Uttamasha Anjally Oyshi, Susan Gauch
arXiv (2026)
Recommendation P13N

📝 Paper Summary

Fairness in Recommender Systems Academic Peer Review
Fair-PaperRec optimizes academic paper acceptance by incorporating a fairness-aware penalty into a neural network, balancing demographic parity for race and country with paper quality metrics.
Core Problem
Double-blind reviews fail to eliminate systemic demographic biases (e.g., against racial minorities or developing countries), and standard recommendation algorithms trained on this data exacerbate these disparities by optimizing solely for accuracy.
Why it matters:
  • High-prestige institutions and certain demographics continue to receive favorable reviews despite anonymization, marginalizing underrepresented groups
  • Automated systems for grant distribution and paper selection risk perpetuating historical inequalities if they prioritize predictive accuracy over demographic justice
Concrete Example: A standard accuracy-focused model might reject high-quality papers from 'underdeveloped' countries because historical training data favors 'developed' nations. Fair-PaperRec adjusts the acceptance threshold to ensure statistical parity without significantly dropping quality metrics like h-index.
Key Novelty
Fair-PaperRec (Fairness-aware MultiLayer Perceptron)

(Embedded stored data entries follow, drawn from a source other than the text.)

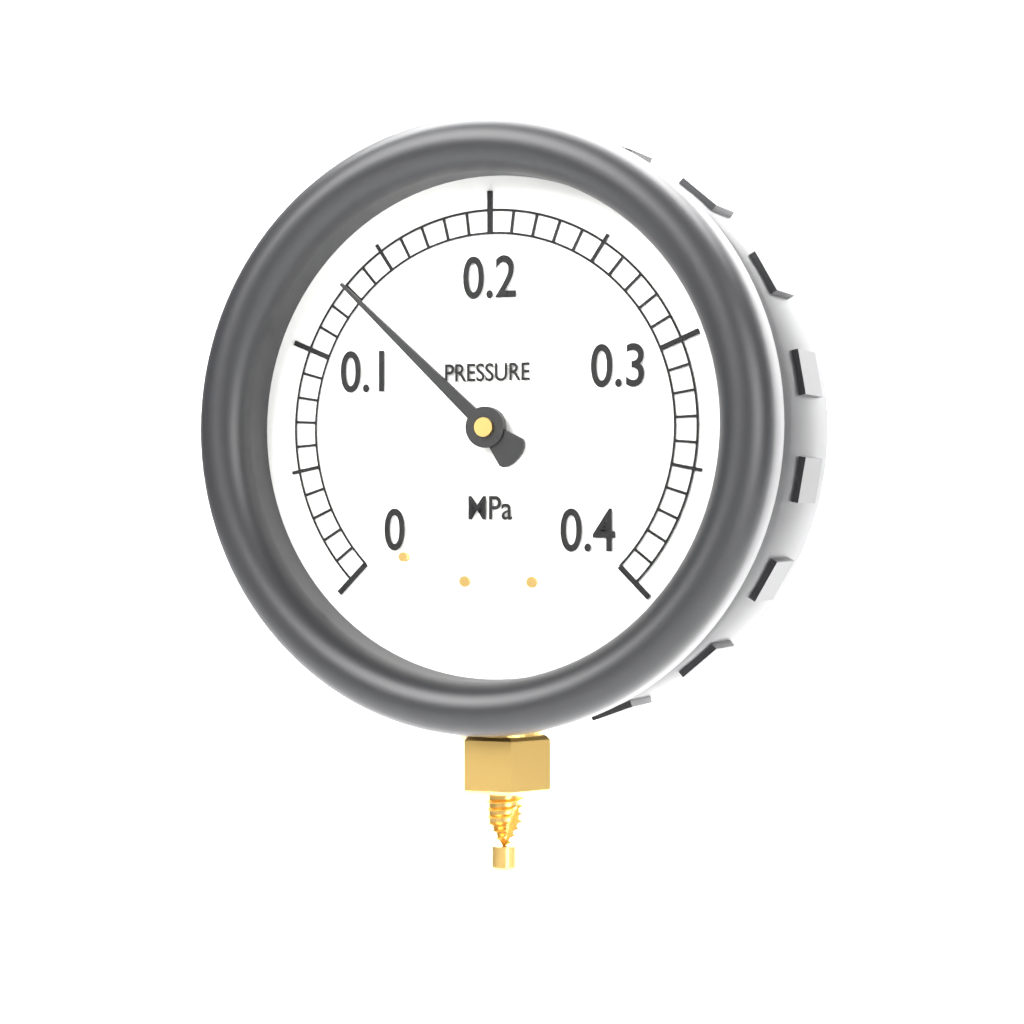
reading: 0.13 MPa
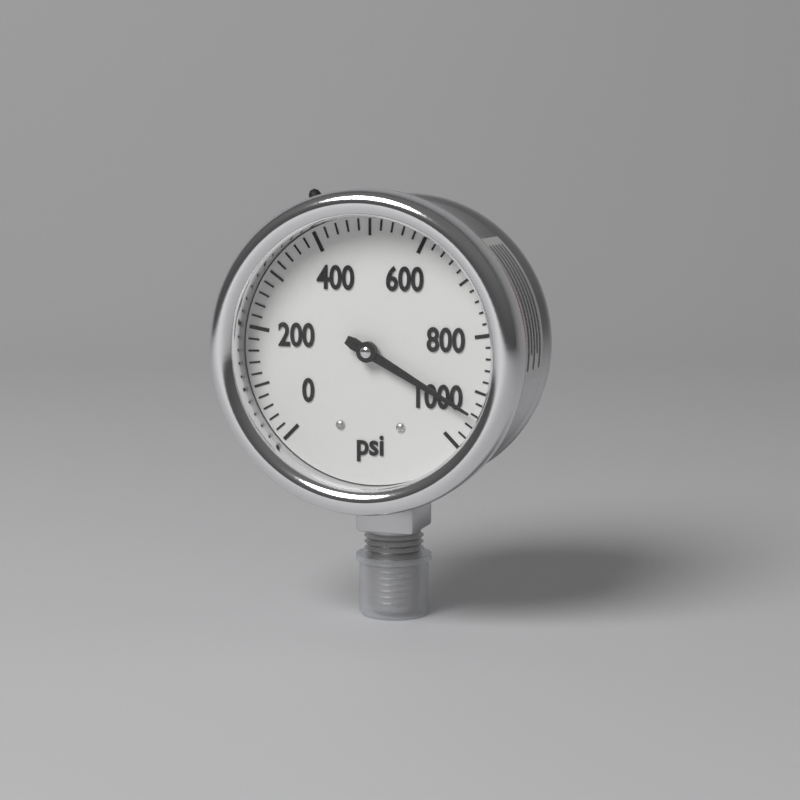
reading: 940 psi
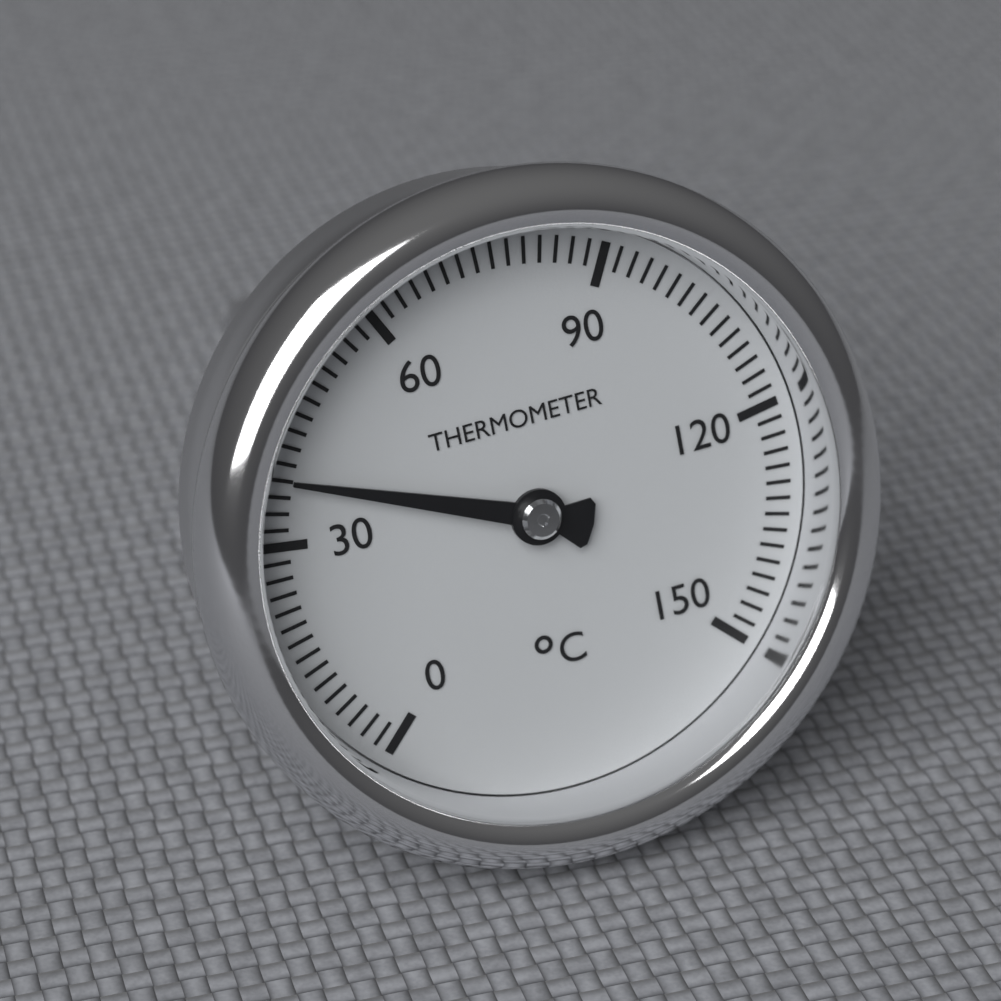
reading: 38 °C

  • Uses a specialized fairness loss function during training that penalizes deviations from demographic parity (equal acceptance rates across groups) for multiple attributes (race and country) simultaneously
  • Decouples protected attributes from input features during inference to prevent direct bias, while using them during training to guide the model toward equitable probability distributions
Architecture
Architecture Figure Figure 1
The MLP-based neural network architecture for Fair-PaperRec
Evaluation Highlights
  • 42.03% increase in participation of underrepresented groups compared to heuristic baselines
  • 3.16% improvement in overall utility (measured by h-index), contradicting the assumption that fairness requires sacrificing academic rigor
  • Achieves optimal trade-off between race/country diversity and utility at fairness regularization parameter λ=2.5 to 3
Breakthrough Assessment
5/10
Applies established fairness concepts (demographic parity, MLP regularization) to a specific domain (academic review). Results are positive, but the method relies on standard architectural components.